As schools go back, Ruth Kelly offers a New Plan for a brighter future

(PA)
Schools are back this week — to the relief of parents, most of whom have acquired a new respect for professional teachers after months of vainly attempting to turn homes into classrooms. To mark the occasion this morning we are delighted to publish one of the most important essays ever to appear on TheArticle. “A New Plan for Schools” is exactly that: an outline of what could be the greatest educational reform since the 1944 Butler Education Act. We strongly urge you to read it and pass on the link.
Ruth Kelly, the author, has been a Labour Secretary of State for Education and Skills (2004-5, pictured), besides holding Cabinet portfolios for Transport and Communities. Until recently she was Pro-Vice Chancellor of St Mary’s University, Twickenham. She now serves on the Vatican’s Council for the Economy, having been trained as an economist at Oxford and the LSE. Last but not least, she is a mother of four.
Ms Kelly, in short, knows the British state education system from top to bottom as well as anybody alive. It would be otiose to attempt to summarise her article here; her prose has a luminous clarity that is rare in the jargon-filled world of educationalists. What would, if her proposals were implemented, be the Kelly Education Reform Act rests on four main pillars:
- Reform the examination system to meet the individual needs of children
- Recognise pupils’ cultural, moral, physical and spiritual needs by extending learning beyond the classroom.
- Address the disengagement of many teenagers during the pandemic by letting them choose to combine work and school from the age of 14.
- Teach the teachers throughout their careers, enabling them to deliver the flexible education that they will require to succeed at work and in life.
While it is important to grasp the radicalism of the Kelly Plan, it is also vital to understand what it is not. This is no woolly-minded proposal to remove rigour or to dilute standards. With experience of both private and public sectors, Ms Kelly knows what universities and employers expect of students. She values traditional classroom teaching, but she recognises that not every adolescent responds to the same academic methods. Rather than fetishise written exams, we should enable students to create a portfolio of work to demonstrate their skills, including presentation and problem-solving.
Independent schools already provide many of the opportunities that the Kelly Plan envisages extending to all pupils. The unequal contest between private and state institutions has only been exacerbated by the chaos of the past year. Distance learning and online teaching have scarcely been a reality for a substantial minority of the less fortunate. Yet the disruption and disaffection that are bound to add to the task of many, if not most, schools is also an opportunity to rethink our education system. To borrow the language of faith: as a nation, after the crisis we need a process of discernment to decide what really matters in education and how we can make good the sacrifices of the younger generation.
Here at TheArticle, we have tried to help readers to form their own views by offering as broad a range of opinion as is compatible with a civilised society. Some of our articles on education are highly practical, such as the advice on how to teach your child online from the legendary headteacher Katharine Birbalsingh, founder of Michaela Community School. We offer Ruth Kelly’s contribution in the same spirit, but in the hope that it will stimulate a cross-party political debate about the future of our schools.
It would be a miracle if the present Conservative Government were to pick up this gauntlet, thrown down by a former Labour Education Secretary. Yet there is nothing in the New Plan that Boris Johnson, Rishi Sunak or Michael Gove should seriously disagree with. This is a plan to level up British society by giving the many opportunities now available only to the few. Just as RA Butler’s 1944 Education Act transformed state education in the middle of a world war, so the New Plan for Schools offers the only coherent prospectus for a post-pandemic reform of the British education system. Butler is often credited with (or blamed for) turning Britain into a meritocracy. The Kelly Plan is not anti-meritocratic, but recognises that merit may take many different forms. If the Prime Minister really cares about the next generation — which includes his infant son, Wilfred — he should pick up Ruth Kelly’s plan and run with it.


ACTIVITY: Please return only the lines from the one holding "Direct me to tree." through the one holding "Where can I find clothing?", exactly as they appear in the records below, both ends included.

SOURCE MATERIAL section start

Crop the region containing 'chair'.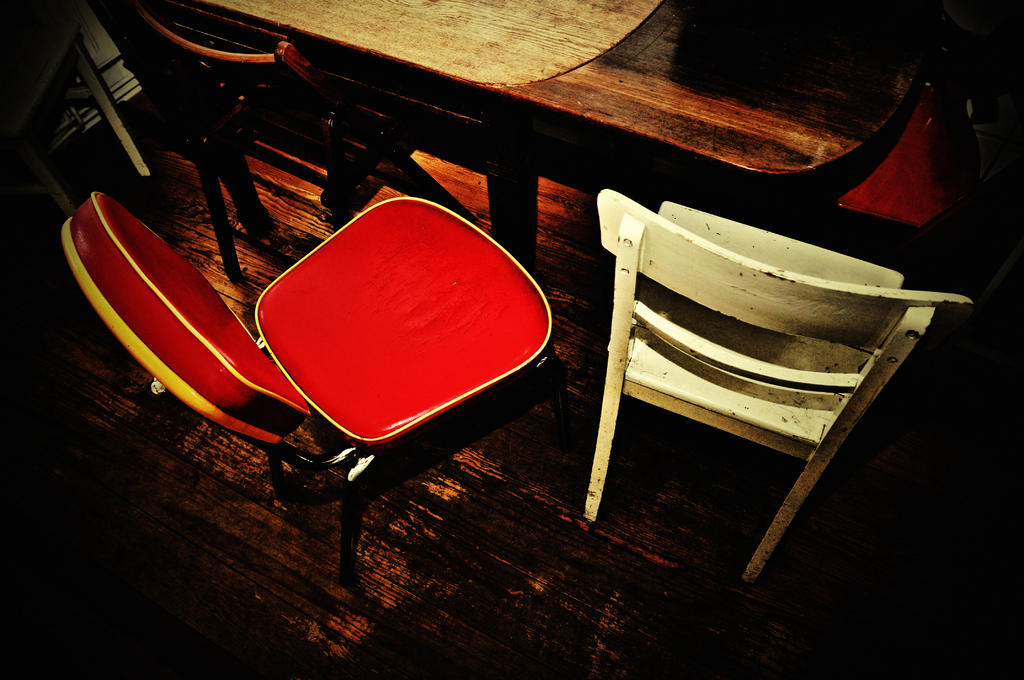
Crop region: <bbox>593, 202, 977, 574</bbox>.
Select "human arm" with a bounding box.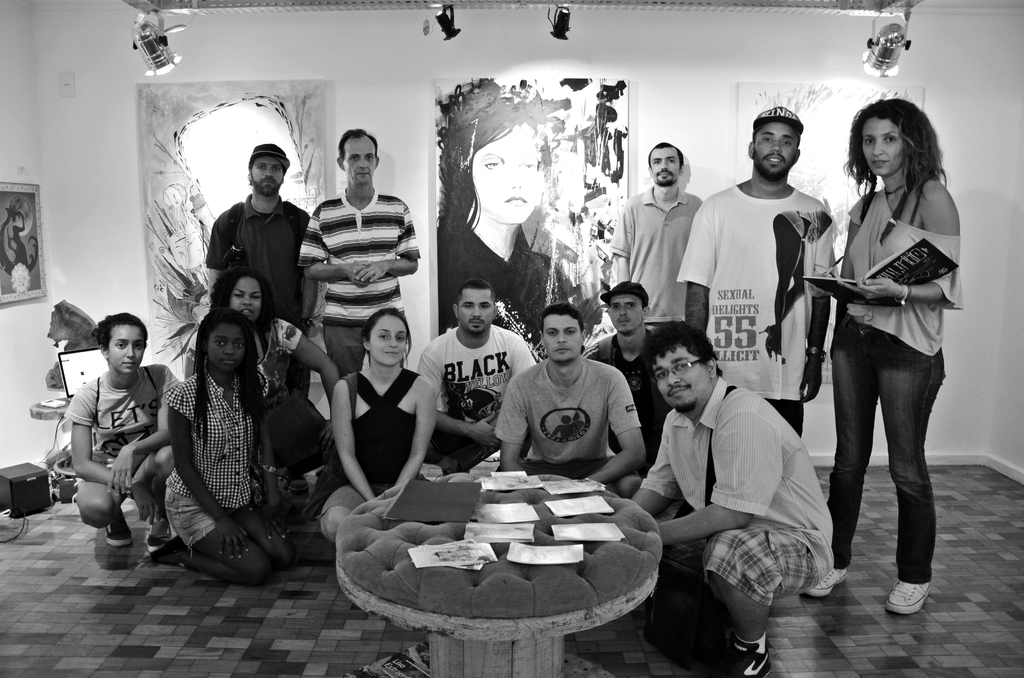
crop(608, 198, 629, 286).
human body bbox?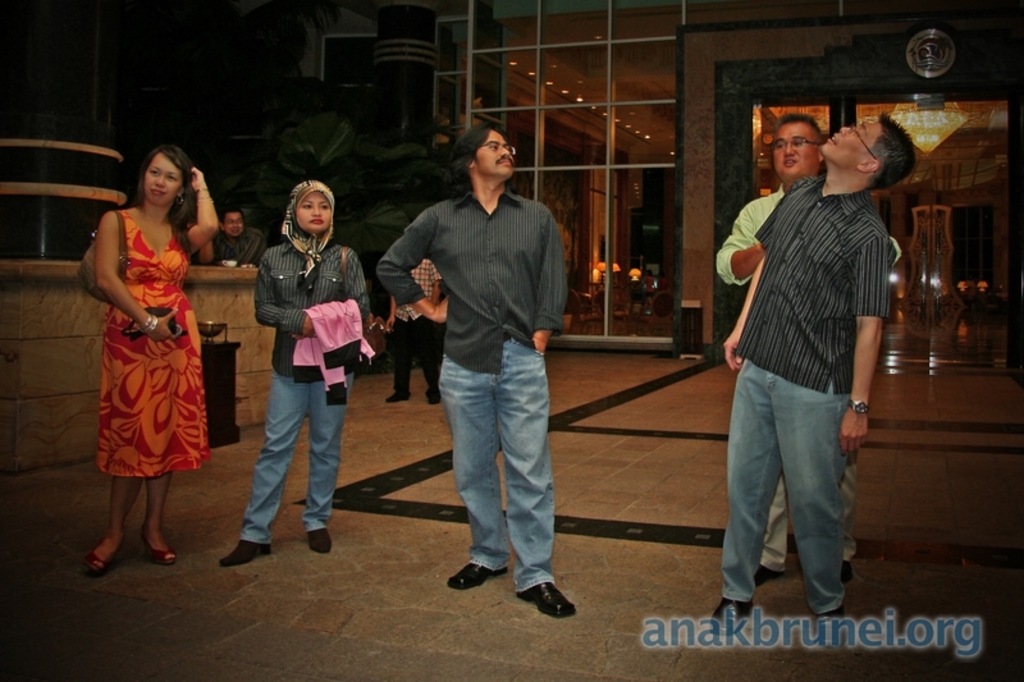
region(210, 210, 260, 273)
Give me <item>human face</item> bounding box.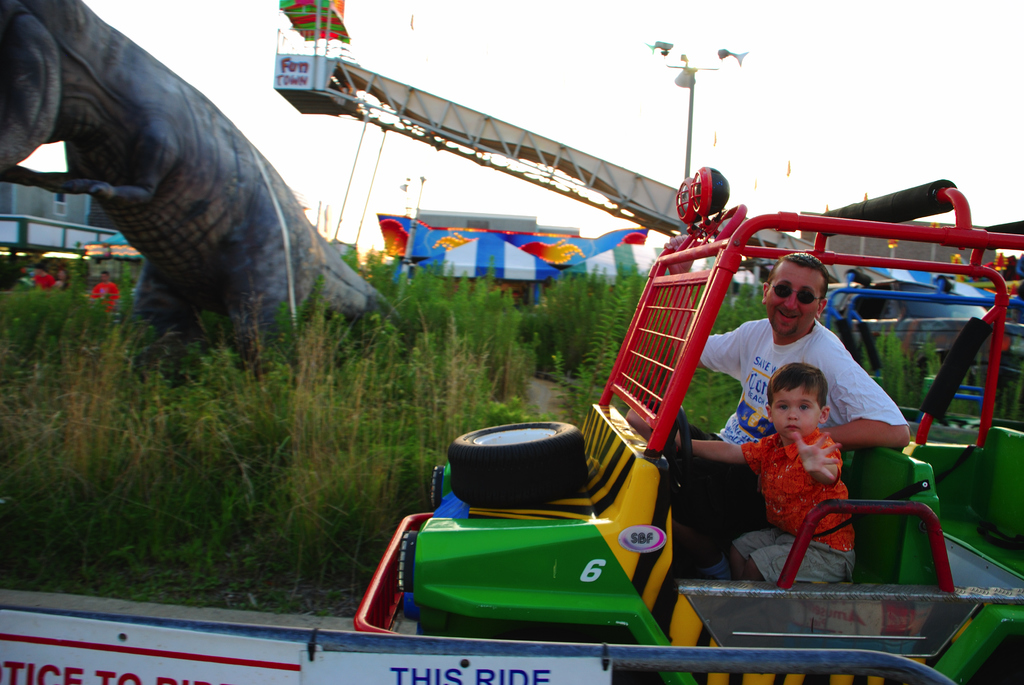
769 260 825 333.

SOURCE MATERIAL section end
SOURCE MATERIAL section start

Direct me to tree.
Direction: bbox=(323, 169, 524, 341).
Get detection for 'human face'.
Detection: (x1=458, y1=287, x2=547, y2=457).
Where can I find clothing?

SOURCE MATERIAL section end
SOURCE MATERIAL section start

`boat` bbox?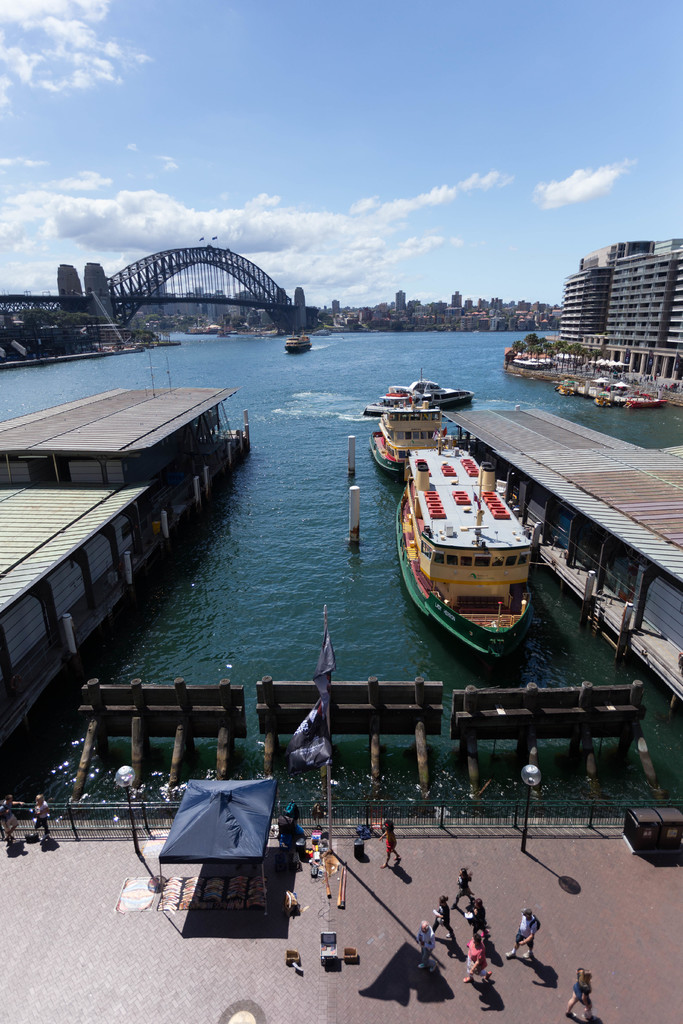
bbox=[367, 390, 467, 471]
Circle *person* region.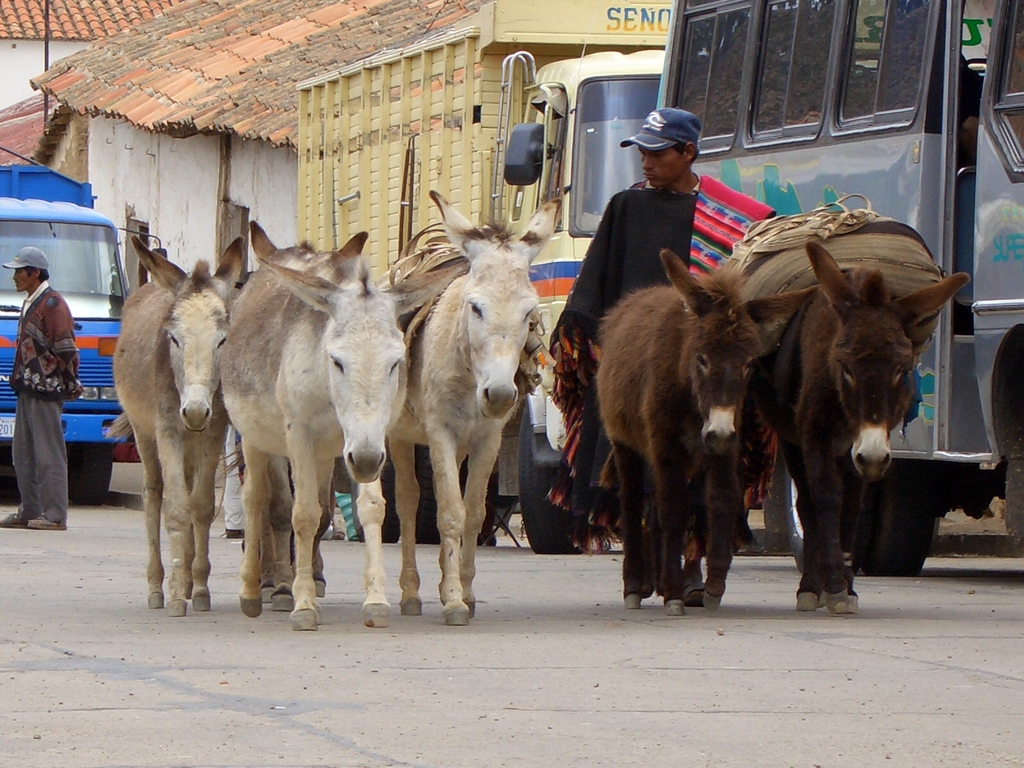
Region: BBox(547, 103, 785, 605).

SOURCE MATERIAL section end

SOLUTION:
Direct me to tree.
Direction: bbox=(323, 169, 524, 341).
Get detection for 'human face'.
Detection: (x1=458, y1=287, x2=547, y2=457).
Where can I find clothing?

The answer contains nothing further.